1937 Rolls-Royce Phantom III Cabriolet
Independent front suspension with coil springs represented a significant technical advancement when Rolls-Royce launched its V12-powered flagship in 1936. The Phantom III featured a 447-cubic-inch aluminum-alloy V12 with pushrod overhead valves and a single camshaft positioned in the valley between cylinder banks, with output quoted in period around 165 to 180 horsepower.
The engine drove through a four-speed manual transmission with synchromesh on second, third, and fourth gears. This configuration powered a 142-inch wheelbase chassis with servo-assisted four-wheel brakes licensed from Hispano-Suiza, a hallmark Rolls-Royce braking system that carried over from earlier models.
Production totaled 727 Phantom III chassis between 1936 and 1939, with one final chassis completed in 1940, although cars continued to be bodied and delivered into the early postwar years. This made it Rolls-Royce’s only V12 model until the 1998 Silver Seraph returned the company to V12 power after a long line of six- and eight-cylinder cars.
Berlin coachbuilder Voll & Ruhrbeck created a four-door cabriolet body for a Phantom III chassis (shown here), featuring distinctly Germanic styling with heavily skirted fenders and deeply crowned front and rear panels.
The political climate made British chassis arriving at German workshops relatively uncommon during this period, which only adds to the historical interest around these Voll & Ruhrbeck-bodied cars.
Henry Royce’s final engineering project at Rolls-Royce was indeed the Phantom III, and he died in 1933 about a year into the model’s development, several years before the car entered production in 1936.
His work on the Phantom III’s advanced V12 and chassis layout effectively set the template for Rolls-Royce’s late prewar flagship and cemented the model’s reputation among enthusiasts as a technical high point of the coachbuilt era.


| Instructions for the task |
Within the records that follow, find every line containing the string "rule". Copy those lines.

| Material provided |
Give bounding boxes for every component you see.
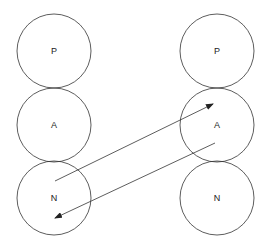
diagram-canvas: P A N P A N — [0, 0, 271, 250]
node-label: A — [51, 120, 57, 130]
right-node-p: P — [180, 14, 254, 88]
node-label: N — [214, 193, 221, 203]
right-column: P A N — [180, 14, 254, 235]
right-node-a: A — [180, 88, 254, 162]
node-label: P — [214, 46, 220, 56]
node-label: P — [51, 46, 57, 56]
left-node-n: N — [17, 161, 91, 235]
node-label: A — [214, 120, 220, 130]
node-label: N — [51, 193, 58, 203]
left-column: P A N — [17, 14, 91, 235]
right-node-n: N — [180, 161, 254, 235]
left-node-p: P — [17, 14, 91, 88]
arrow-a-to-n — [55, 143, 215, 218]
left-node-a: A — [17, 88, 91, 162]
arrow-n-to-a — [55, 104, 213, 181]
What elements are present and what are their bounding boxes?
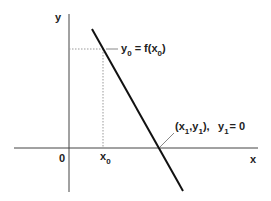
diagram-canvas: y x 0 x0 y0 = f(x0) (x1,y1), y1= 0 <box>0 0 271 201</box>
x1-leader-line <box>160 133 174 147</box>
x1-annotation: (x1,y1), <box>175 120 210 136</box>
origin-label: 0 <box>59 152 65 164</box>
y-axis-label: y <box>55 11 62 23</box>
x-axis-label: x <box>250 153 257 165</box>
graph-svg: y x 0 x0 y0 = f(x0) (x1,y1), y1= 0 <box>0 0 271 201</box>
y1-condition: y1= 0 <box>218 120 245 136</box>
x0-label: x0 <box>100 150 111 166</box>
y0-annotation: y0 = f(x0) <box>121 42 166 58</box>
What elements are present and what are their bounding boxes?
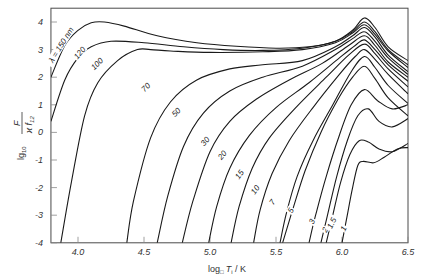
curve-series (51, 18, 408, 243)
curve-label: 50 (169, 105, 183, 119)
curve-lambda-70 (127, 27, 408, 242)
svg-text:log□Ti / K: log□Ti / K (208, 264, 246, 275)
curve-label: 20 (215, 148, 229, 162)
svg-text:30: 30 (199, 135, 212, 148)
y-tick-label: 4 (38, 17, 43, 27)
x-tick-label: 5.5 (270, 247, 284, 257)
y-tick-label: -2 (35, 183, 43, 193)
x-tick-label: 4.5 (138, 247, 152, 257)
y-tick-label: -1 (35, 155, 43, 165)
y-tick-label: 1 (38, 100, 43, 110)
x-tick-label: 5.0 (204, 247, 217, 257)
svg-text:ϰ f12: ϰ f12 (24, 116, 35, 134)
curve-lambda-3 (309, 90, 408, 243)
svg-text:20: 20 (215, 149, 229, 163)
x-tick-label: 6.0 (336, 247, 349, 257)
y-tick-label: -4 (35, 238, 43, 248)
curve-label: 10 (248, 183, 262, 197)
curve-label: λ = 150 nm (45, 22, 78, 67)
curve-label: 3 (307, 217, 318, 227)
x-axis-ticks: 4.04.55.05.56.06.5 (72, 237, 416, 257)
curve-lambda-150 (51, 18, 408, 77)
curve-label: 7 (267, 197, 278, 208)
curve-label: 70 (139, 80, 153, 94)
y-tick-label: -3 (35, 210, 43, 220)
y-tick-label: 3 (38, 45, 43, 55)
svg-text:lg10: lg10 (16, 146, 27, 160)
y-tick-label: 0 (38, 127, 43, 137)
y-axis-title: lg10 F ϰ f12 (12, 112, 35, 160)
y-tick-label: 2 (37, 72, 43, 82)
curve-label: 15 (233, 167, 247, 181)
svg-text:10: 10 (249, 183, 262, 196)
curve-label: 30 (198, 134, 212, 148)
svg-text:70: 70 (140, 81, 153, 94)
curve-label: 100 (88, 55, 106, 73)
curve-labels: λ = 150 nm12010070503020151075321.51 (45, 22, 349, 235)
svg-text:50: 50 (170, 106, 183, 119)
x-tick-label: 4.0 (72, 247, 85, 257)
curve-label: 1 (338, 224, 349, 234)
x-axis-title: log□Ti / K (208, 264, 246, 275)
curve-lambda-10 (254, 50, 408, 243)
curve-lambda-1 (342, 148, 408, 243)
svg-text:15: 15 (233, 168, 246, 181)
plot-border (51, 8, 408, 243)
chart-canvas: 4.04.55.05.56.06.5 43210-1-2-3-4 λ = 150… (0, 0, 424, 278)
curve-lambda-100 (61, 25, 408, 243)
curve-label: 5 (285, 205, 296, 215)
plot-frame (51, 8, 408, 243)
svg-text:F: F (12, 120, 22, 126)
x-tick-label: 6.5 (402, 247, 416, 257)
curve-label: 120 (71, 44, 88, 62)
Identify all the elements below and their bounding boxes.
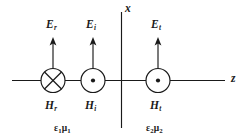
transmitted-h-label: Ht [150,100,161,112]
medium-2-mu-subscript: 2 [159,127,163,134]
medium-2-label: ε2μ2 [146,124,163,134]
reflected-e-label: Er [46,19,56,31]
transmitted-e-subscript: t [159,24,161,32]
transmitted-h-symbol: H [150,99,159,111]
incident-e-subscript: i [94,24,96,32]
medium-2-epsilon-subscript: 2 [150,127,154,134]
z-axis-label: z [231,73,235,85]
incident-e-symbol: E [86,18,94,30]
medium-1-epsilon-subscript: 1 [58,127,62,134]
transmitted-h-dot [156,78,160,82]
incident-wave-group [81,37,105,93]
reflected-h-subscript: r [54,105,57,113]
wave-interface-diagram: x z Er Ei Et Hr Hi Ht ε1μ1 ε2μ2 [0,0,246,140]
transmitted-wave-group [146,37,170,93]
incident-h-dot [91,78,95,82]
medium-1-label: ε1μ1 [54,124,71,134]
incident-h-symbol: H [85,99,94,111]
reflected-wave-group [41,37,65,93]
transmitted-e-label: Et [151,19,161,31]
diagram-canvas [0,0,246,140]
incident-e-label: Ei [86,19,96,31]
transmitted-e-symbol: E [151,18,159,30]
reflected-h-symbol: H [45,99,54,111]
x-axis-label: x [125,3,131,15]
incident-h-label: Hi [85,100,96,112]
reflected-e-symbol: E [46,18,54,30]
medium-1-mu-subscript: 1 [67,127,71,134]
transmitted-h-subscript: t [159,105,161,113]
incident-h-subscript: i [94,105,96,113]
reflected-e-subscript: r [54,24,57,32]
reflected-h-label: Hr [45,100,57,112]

--

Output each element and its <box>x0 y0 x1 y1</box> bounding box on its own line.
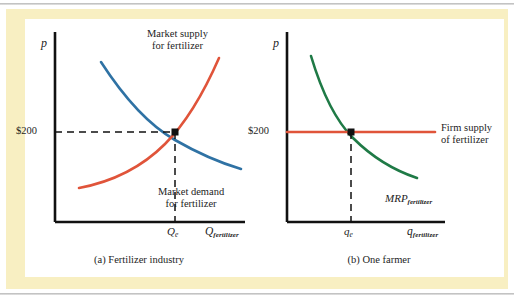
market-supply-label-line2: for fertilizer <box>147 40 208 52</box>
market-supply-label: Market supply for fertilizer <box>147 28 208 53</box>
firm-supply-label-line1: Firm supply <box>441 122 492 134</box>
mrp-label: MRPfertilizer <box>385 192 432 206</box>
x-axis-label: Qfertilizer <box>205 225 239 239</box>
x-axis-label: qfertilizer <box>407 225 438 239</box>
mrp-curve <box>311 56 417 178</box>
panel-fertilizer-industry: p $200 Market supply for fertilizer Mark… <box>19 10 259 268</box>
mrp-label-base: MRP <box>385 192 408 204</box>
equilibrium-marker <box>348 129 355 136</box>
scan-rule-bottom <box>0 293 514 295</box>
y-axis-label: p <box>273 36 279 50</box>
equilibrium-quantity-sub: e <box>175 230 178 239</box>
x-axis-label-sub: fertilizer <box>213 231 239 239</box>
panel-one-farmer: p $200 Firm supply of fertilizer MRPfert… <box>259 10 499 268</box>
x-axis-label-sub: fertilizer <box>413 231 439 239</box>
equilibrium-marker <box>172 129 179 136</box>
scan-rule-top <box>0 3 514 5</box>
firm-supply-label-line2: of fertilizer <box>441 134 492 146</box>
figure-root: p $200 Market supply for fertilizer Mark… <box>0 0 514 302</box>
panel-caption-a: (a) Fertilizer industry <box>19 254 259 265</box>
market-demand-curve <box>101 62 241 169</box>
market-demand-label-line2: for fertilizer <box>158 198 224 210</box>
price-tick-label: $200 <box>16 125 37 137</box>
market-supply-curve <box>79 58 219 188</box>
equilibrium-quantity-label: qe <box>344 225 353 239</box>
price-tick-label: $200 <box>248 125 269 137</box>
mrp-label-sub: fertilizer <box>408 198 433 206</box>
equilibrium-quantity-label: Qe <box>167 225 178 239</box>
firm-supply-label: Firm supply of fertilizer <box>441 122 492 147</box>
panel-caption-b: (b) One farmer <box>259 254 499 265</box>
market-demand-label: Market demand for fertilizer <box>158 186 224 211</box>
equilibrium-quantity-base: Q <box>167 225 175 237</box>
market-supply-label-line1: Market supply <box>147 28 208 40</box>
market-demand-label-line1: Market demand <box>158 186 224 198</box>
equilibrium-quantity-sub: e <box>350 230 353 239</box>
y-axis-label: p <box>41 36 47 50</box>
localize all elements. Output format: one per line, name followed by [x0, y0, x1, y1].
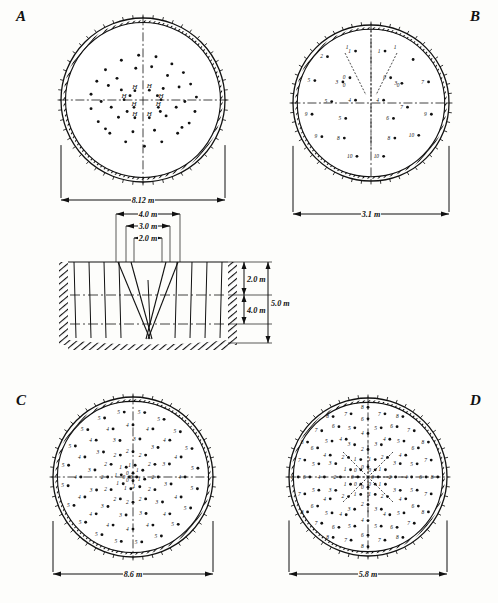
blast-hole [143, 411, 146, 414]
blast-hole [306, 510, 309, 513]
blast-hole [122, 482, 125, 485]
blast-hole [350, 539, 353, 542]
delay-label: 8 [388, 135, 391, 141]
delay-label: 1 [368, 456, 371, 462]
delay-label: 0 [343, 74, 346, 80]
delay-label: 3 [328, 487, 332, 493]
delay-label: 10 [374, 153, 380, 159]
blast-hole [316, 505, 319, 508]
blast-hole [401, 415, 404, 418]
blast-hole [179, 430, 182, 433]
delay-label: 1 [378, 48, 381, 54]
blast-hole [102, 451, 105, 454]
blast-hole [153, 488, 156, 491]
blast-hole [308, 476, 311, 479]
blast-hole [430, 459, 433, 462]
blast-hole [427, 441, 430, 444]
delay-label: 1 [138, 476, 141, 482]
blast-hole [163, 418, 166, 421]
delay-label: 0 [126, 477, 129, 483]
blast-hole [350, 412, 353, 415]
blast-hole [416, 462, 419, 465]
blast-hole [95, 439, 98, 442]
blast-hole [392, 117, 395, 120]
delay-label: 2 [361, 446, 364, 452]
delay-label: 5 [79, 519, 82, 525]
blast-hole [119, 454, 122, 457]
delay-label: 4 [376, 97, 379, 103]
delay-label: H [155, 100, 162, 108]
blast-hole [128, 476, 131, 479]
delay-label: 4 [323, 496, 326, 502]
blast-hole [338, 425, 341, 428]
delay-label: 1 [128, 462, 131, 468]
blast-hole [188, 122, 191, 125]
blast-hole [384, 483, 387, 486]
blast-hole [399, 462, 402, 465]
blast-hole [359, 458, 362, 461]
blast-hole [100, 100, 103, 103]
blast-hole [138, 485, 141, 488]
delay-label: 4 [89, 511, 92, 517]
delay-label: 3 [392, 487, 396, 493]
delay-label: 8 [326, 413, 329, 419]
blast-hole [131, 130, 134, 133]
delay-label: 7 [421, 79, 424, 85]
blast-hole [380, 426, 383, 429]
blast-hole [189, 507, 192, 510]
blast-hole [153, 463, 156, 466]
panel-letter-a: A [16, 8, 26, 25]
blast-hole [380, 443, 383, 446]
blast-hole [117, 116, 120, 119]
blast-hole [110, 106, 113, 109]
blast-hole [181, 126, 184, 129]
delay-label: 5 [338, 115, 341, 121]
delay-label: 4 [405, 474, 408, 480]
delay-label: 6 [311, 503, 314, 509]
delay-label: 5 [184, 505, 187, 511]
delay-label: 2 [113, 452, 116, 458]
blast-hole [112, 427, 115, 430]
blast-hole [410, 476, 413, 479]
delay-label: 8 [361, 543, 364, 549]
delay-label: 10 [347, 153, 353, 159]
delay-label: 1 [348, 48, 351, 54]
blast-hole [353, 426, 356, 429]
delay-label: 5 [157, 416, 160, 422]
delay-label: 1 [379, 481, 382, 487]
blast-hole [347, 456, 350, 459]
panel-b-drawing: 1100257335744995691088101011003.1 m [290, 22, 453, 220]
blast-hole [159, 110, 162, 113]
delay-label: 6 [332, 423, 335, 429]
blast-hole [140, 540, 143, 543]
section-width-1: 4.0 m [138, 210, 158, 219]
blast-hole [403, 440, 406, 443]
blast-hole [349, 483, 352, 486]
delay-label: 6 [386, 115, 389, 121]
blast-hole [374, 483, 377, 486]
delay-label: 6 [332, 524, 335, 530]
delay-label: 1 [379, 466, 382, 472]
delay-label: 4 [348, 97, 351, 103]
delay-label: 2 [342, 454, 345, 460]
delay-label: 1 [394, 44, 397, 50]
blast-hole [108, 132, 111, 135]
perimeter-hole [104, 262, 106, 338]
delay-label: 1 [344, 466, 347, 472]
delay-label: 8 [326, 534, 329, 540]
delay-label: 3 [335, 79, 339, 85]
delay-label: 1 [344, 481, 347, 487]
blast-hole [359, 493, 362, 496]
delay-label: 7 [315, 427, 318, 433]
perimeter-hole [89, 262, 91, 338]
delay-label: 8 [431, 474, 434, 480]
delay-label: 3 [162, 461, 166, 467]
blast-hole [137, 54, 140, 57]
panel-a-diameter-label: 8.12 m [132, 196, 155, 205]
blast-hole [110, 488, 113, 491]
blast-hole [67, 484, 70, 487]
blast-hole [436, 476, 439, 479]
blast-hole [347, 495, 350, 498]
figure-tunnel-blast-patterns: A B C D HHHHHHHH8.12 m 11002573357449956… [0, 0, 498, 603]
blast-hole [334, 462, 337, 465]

==

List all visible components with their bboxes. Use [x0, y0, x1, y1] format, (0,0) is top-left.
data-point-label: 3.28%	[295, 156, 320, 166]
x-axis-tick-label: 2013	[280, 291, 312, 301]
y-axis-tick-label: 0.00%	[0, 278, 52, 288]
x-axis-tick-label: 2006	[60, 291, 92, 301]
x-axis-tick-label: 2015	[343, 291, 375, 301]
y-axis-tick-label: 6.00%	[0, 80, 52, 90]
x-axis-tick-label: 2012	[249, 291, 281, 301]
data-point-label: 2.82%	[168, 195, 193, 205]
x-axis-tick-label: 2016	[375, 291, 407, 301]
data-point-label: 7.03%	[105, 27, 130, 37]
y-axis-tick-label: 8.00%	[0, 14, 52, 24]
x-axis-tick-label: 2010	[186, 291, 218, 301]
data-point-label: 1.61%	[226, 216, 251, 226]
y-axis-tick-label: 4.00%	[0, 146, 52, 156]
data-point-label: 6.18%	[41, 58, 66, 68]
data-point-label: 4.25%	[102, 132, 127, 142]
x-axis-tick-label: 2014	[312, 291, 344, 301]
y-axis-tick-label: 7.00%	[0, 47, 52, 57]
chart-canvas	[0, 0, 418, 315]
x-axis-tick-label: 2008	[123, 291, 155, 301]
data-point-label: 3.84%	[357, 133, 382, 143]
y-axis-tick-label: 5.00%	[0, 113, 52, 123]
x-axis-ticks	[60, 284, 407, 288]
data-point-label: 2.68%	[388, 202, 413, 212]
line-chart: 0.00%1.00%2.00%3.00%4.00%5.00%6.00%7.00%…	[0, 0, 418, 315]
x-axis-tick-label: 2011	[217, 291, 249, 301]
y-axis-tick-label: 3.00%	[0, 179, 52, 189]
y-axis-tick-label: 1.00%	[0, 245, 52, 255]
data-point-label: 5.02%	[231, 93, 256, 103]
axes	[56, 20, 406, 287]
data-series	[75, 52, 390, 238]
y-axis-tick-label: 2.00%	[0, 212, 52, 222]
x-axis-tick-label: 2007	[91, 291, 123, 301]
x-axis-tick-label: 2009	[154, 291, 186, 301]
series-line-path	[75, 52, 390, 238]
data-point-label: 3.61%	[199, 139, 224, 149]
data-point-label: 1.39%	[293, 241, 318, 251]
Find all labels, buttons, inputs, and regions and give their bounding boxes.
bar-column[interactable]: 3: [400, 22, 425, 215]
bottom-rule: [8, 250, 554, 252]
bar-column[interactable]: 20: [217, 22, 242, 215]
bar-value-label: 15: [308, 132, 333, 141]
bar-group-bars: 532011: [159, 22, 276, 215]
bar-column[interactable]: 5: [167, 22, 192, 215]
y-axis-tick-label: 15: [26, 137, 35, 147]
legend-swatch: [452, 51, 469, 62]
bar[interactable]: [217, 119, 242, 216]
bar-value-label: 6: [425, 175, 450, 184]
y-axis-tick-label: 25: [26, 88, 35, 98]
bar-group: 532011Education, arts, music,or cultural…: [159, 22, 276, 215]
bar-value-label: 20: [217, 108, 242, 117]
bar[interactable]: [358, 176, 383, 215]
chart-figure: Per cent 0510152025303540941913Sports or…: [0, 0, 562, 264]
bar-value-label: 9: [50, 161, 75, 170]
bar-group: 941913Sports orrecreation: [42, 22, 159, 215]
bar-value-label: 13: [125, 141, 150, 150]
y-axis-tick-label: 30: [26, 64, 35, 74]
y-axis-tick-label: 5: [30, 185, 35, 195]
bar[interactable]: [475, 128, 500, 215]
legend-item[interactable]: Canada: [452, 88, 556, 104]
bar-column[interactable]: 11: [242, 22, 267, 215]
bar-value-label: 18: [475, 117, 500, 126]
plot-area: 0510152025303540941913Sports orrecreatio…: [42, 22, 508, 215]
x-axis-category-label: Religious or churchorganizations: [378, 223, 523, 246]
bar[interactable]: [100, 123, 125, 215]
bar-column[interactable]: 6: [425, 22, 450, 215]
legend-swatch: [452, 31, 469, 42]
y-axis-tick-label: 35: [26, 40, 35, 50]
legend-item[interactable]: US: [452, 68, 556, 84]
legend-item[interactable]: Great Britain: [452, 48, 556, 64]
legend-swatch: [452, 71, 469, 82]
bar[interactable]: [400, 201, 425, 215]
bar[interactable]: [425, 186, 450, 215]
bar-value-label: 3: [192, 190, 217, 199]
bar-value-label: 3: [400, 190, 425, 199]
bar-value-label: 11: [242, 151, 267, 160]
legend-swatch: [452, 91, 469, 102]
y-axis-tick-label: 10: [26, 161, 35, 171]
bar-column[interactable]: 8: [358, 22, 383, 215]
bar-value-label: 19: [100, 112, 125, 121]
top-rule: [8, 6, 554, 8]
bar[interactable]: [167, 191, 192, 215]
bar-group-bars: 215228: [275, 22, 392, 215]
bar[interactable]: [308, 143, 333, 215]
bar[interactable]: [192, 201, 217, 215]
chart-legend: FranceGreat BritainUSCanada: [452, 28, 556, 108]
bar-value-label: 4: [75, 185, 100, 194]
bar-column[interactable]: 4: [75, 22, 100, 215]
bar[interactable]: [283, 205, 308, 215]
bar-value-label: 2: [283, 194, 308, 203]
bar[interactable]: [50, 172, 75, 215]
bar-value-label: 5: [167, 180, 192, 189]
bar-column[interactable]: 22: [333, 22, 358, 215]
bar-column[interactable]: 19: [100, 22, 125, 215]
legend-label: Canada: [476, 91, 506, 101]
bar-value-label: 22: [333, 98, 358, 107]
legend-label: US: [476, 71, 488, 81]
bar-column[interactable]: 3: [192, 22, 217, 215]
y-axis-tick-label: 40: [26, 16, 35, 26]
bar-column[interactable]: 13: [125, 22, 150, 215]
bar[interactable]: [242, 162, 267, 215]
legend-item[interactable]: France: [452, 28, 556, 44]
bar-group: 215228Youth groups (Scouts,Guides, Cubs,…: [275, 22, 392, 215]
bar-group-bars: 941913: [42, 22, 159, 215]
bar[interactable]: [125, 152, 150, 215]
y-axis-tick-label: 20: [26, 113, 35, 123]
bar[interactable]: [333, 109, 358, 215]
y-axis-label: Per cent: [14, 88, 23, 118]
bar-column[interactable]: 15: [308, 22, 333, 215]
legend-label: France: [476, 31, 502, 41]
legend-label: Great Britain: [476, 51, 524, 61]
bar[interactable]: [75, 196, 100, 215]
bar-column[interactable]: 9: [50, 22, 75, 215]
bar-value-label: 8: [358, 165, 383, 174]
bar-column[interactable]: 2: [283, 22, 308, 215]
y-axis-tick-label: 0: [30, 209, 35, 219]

| Written reply |
scan-rule-bottom <box>0 293 514 295</box>
scan-rule-top <box>0 3 514 5</box>
bottom-rule: [8, 250, 554, 252]
top-rule: [8, 6, 554, 8]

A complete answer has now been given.